On June 30, 2009, Five Corners Family Farmers joined CELP and Sierra Club in filing a lawsuit challenging the 2005 Attorney General Opinion that purports to authorize unlimited use of water for livestock purposes, including large dairies and feedlots. The case is now pending in Franklin County Superior Court. Five Corners and its allies are represented by Janette Brimmer and Kristen Boyles, attorneys with Earthjustice’s Seattle office.
On November 23, 2009, Franklin County Judge Carrie Runge ruled that Five Corners and its co-plaintiffs have standing to bring this lawsuit. On April 2, 2010, ruling from the bench, Judge Runge reversed her decision and dismissed the lawsuit because our injury claim was “speculative.” Besides, she said, the 1945 statute exempting livestock watering from a permit was “clear and unambiguous.”

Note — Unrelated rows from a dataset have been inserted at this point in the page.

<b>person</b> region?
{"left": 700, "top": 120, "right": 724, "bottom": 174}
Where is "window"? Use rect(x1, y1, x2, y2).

As our attorney, Janette Brimmer, noted after the trial, “These folks can’t wait until their wells go dry. There’s no fixing it when that happens.” (See: AP story in Seattle Times) Brimmer noted that in 1945 lawmakers intended this water to go for family homesteaders - not industrial feedlots such as the 30,000 head cattle feedlot located amidst our wheat farms and threatening our domestic wells and our future.
Five Corners Appeals Air Quality Permit
In September 2009 Five Corners filed an appeal of the air quality permit issued by the Department of Ecology to the Easterday Ranches feedlot. The appeal challenges the failure to require Easterday to comply with current air toxics standards, failure to consider the cumulative effects of the multiple CAFOs and feedlots in the vicinity of the Five Corners’ family homes, and several other issues.